Friday 25 December 2009

Christmases Past- Ou sont les neiges d'Antan etc.


Had a bit of toast and marmalade with Lapsang for breakfast. Did a fruit tray to put on the table. Julian and Dorothy are due at about 4pm for their breakfast so laid the table and placed the Pandoro on it - they will be having Pandoro and coffee, and perhaps some fruit.

Thinking about earlier and childhood Christmases, I always remember the lead-up to my childhood Christmas starting a week or so beforehand when, lying in bed, I would hear the carol singers going from house to house at night - very exciting. As a teenager I would go carol singing with the local church group. We were often invited inside larger houses to stand around the piano and sing before the family and guests, and were rewarded with drinks and mince pies. The strangest time for Christmas carol singing was in Trinidad, under the tropical sun and being offered glasses of non alcoholic eggnogg.

We decorated the house in England with holly and mistletoe after foraging in the woods, then put holly branches all around the house behind pictures and mirrors. Mistletoe was always hung in the hall to encourage kissing, and I do recall avoiding being dragged into the dangerous area of the hall. My grandmother also used to purchase rather boring coloured gummed paper strips which we would lick and link together to form paper chains, transformed into bold decorations when hung diagonally across the room, forming loops, also across the walls.

A Christmas tree would appear on Christmas Eve, and the evening was spent by the family decorating the tree. We would hang old-fashioned ladies stockings by our beds. Our Christmas lists had previously been written and held gingerly over the fire until they flew up the chimney then off to Father Christmas.

Like millions of other children, we tried to stay awake to see Father Christmas but the mystery of the large, knobbly stocking laying across the bottom of the bed in the morning remained. Bursting with excitement we opened these at a fairly ungodly hour, usually five or six in the morning. I always searched these small gifts of chocolate coins, sugar mice, jack-in-a-box, and various other toys, always with nuts and mandarins in the toes and topped with a cracker, looking for evidence of brand names, but never found any proof that they had been purchased locally. We then rushed to our parents room to show them our booty.

After that, sometimes we children went to church,then spent Christmas at home with my parents and sister. There were just the four of us, and my mother was extremely well organised. The decorations and tree were very elegant, quite a ceremony of passing and unwrapping gifts around the tree with a glass of sherry. Lunch was always perfect - usually very traditional and followed by the Queen's speech. We were encouraged to take a brisk walk after lunch, then it was back for tea with Christmas cake, and as I remember it, a pretty early night. Quiet, but very enjoyable.

The most jolly Christmases I remember were when, as a young married woman with a small child, I would spend Christmas with my parents-in-law. They had four children and Christmas day there was a very jolly, if chaotic event, with best dresses and lots of champagne. Visitors would call in the day and be offered a drink. Despite a late start to the day, somehow, with different people doing various tasks, between ten and fifteen people managed to fit in around the table for a very festive late luncheon.
After that, many drinks were consumed and quite often very silly games, such as Twister were played, where those old enough to know better became very competitive and the game was usually won by my mother-in-law, the most competitive of all. Oddly, even after my first husband became estranged from his family, I spent many Christmases there with my second husband, and this became a tradition for many years until my ex in-laws divorced and moved away. I do miss those times.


**Work order:** Every line of the records that holds the word "name" should be copied.
=== Section Start ===
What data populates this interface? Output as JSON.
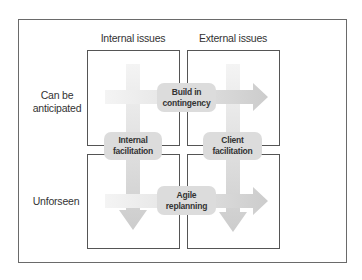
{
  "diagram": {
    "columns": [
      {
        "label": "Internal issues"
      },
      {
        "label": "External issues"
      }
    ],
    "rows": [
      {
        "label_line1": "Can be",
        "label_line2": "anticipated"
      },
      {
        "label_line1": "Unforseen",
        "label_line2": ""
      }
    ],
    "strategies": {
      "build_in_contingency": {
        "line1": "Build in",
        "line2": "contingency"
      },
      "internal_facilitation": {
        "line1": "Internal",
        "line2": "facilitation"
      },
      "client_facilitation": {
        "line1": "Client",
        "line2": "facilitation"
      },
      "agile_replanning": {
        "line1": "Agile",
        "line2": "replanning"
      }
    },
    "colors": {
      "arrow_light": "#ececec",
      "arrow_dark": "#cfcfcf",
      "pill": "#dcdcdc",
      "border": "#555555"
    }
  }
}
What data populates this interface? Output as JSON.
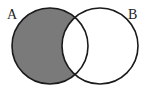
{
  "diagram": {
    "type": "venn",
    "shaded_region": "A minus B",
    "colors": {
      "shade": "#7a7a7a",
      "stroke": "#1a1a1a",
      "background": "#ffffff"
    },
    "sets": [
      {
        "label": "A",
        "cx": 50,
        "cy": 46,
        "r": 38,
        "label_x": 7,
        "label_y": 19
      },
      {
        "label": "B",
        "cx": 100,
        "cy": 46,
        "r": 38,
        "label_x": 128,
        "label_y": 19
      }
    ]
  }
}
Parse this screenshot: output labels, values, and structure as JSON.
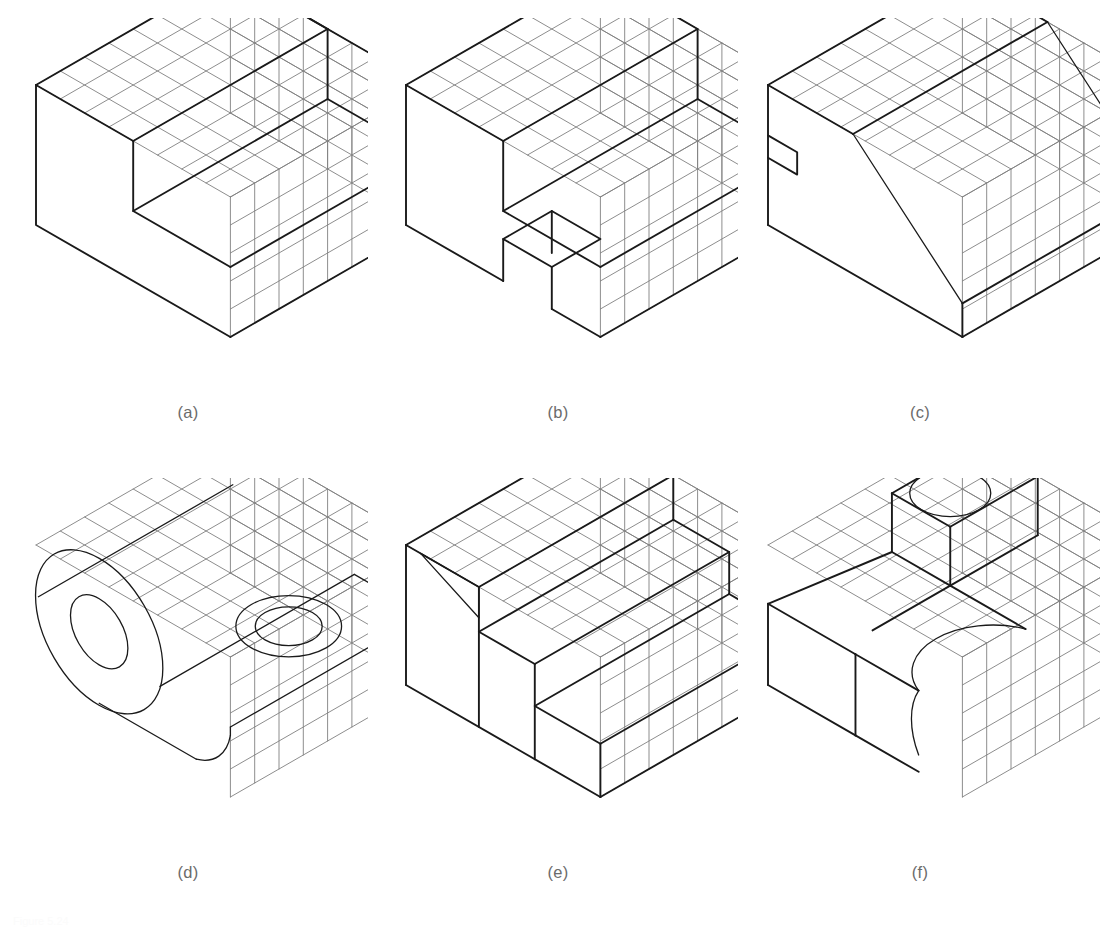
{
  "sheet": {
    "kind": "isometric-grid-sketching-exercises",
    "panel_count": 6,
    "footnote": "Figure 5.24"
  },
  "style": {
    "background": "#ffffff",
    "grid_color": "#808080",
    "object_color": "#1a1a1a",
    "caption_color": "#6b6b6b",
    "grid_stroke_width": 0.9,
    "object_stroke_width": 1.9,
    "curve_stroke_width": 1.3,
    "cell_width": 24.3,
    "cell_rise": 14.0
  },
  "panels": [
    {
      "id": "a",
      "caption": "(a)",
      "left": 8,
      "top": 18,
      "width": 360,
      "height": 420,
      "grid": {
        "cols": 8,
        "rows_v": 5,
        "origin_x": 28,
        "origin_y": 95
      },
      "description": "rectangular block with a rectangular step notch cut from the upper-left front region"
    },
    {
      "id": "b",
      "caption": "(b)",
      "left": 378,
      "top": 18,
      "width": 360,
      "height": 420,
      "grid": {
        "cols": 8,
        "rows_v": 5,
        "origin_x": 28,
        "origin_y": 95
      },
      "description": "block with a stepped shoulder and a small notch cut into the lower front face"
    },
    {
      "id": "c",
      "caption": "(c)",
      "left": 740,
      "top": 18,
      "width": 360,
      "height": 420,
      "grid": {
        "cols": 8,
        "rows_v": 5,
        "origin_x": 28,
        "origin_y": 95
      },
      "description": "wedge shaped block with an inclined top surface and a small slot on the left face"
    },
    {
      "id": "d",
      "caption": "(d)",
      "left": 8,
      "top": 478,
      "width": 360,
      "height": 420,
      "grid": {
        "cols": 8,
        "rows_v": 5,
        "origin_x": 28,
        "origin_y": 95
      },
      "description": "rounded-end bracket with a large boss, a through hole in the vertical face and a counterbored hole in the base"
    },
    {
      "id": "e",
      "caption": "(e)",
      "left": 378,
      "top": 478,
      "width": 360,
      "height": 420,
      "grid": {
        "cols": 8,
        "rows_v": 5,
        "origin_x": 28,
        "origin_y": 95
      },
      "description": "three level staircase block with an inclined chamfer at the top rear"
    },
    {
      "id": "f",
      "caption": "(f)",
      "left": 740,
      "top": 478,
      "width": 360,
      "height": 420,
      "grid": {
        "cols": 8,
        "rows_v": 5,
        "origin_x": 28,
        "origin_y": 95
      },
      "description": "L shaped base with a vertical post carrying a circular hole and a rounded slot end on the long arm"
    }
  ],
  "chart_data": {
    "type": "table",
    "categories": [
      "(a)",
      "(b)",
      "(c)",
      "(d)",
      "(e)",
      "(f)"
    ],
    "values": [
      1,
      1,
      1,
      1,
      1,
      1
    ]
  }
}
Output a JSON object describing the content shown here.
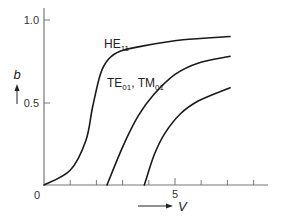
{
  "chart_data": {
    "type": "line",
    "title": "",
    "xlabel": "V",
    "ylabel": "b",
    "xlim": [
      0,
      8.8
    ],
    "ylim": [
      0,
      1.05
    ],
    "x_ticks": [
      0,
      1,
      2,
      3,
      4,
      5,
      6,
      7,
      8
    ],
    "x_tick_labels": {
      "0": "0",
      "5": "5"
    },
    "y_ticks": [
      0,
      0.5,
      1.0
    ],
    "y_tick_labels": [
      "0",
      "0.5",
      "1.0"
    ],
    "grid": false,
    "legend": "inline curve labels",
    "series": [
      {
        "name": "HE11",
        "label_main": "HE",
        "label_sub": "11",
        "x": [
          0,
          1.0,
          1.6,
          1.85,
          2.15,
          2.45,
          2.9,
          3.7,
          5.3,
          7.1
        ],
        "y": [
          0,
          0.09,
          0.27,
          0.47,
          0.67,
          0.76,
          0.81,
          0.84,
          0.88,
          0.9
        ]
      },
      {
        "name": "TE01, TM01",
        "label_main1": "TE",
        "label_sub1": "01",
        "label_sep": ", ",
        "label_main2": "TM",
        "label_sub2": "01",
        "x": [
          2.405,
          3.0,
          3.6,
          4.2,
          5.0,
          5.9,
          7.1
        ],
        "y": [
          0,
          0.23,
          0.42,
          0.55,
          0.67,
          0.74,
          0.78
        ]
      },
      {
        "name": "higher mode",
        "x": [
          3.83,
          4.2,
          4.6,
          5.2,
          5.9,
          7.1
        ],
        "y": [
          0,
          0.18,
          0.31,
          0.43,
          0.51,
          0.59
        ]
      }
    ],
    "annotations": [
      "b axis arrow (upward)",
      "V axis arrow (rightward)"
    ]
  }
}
=== Section End ===
=== Section Start ===
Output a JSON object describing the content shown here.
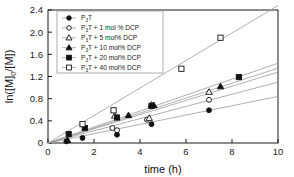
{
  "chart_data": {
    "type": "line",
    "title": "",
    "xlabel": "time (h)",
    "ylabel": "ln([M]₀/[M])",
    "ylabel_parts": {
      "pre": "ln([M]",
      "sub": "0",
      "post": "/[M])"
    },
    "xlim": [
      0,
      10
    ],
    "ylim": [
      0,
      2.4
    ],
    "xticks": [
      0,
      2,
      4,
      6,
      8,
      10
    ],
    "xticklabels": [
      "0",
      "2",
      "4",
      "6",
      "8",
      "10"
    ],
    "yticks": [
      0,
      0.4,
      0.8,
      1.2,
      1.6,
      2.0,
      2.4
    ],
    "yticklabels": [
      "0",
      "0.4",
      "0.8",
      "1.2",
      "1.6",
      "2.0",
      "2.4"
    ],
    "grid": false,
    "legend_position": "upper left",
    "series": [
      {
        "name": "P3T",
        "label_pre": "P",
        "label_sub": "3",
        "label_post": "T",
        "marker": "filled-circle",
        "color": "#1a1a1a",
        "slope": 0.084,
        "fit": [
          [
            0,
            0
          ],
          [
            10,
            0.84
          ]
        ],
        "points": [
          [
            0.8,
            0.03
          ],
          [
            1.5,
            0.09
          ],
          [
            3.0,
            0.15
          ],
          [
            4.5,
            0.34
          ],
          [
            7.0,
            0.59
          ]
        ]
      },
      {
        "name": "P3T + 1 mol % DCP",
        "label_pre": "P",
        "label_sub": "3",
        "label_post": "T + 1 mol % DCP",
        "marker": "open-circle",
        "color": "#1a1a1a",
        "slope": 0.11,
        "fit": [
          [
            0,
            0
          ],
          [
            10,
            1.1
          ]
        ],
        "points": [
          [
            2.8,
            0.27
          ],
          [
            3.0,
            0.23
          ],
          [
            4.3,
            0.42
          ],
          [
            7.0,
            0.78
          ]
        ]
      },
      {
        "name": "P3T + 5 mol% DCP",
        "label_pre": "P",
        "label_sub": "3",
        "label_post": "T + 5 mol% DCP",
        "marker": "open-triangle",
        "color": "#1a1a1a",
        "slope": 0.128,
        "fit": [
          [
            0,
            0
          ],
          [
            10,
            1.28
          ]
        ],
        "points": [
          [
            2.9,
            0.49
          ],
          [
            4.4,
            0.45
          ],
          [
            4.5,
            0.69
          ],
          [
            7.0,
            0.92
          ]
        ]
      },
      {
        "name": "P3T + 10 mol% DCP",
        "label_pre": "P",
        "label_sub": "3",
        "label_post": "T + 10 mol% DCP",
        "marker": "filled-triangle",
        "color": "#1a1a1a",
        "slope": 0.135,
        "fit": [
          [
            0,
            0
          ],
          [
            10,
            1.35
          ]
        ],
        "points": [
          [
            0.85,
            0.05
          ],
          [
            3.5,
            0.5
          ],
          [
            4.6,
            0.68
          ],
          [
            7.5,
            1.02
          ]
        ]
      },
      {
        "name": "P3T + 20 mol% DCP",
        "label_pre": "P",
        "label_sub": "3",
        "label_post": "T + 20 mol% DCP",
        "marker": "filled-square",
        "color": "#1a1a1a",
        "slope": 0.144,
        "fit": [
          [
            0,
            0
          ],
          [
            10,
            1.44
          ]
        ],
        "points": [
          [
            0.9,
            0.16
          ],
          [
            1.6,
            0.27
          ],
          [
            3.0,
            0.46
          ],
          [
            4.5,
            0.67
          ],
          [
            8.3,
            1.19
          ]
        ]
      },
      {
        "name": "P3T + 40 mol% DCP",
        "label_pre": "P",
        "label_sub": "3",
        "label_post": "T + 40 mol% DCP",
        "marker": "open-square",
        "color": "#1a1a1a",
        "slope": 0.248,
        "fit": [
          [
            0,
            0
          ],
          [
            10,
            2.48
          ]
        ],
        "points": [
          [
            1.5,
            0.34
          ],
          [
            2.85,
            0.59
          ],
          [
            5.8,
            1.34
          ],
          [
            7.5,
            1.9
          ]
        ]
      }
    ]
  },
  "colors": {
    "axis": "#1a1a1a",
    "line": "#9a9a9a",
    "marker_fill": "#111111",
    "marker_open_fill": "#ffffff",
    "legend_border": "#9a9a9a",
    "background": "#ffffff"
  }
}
=== Section End ===
=== Section Start ===
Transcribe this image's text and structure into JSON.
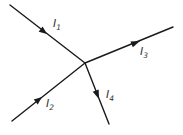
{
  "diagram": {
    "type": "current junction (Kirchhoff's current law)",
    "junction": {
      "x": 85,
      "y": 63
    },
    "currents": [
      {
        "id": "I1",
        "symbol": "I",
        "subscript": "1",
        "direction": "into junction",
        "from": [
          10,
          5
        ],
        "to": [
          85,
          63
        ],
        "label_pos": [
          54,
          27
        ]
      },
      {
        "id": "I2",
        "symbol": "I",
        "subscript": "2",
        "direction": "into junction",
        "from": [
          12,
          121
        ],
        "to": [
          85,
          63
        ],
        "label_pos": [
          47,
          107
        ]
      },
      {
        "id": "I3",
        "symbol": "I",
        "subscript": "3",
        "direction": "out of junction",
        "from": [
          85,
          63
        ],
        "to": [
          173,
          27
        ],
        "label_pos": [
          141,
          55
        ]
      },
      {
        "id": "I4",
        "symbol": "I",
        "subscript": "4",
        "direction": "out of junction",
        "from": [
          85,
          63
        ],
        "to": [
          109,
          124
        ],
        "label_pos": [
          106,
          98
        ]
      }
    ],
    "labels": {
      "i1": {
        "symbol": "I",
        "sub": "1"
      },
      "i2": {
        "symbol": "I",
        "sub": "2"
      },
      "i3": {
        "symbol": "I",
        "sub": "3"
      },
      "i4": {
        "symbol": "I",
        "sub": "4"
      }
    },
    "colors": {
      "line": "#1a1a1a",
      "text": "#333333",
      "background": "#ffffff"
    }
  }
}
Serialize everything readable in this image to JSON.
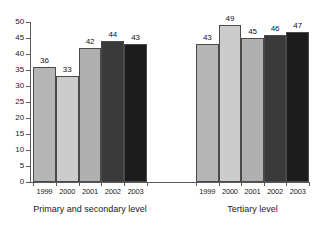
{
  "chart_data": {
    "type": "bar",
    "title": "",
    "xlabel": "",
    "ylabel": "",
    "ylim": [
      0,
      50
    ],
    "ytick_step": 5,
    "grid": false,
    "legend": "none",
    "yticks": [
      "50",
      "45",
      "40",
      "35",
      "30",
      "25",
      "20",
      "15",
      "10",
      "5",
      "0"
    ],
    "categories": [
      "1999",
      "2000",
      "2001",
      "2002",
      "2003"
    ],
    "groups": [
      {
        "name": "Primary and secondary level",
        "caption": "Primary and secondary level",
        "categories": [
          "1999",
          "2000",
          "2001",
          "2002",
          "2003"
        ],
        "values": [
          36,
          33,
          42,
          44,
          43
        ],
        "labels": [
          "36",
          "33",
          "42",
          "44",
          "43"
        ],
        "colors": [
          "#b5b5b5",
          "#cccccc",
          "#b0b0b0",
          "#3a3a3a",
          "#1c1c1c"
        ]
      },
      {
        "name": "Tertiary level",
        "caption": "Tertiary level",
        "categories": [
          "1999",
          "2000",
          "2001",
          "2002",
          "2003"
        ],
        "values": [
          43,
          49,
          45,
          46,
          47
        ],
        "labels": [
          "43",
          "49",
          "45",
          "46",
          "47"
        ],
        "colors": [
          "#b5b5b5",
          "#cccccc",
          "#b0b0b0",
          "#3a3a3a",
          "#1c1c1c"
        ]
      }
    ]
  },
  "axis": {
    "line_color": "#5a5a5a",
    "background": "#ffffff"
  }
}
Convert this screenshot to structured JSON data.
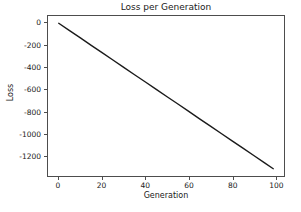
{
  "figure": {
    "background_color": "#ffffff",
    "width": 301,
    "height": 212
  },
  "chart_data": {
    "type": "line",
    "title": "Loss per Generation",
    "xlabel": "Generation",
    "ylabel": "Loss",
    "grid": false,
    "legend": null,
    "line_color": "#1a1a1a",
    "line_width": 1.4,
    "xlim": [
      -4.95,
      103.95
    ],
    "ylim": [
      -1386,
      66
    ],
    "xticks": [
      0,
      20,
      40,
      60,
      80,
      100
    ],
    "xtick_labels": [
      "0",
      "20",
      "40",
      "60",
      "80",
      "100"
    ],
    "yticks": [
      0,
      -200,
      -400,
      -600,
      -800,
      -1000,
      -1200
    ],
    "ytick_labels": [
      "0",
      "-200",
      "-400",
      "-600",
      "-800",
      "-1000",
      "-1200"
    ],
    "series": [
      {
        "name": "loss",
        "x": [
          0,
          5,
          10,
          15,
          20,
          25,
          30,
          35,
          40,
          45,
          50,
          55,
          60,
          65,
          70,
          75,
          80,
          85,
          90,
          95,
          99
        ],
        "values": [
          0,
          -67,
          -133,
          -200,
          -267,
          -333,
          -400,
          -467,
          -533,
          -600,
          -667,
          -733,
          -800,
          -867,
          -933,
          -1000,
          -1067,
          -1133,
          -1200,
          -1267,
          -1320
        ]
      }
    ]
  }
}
=== Section End ===
**Output for this exercise:**
        "name": "HE11",
        "name": "TE01, TM01",
        "name": "higher mode",
        "name": "P3T",
        "name": "P3T + 1 mol % DCP",
        "name": "P3T + 5 mol% DCP",
        "name": "P3T + 10 mol% DCP",
        "name": "P3T + 20 mol% DCP",
        "name": "P3T + 40 mol% DCP",
        "name": "Primary and secondary level",
        "name": "Tertiary level",
        "name": "loss",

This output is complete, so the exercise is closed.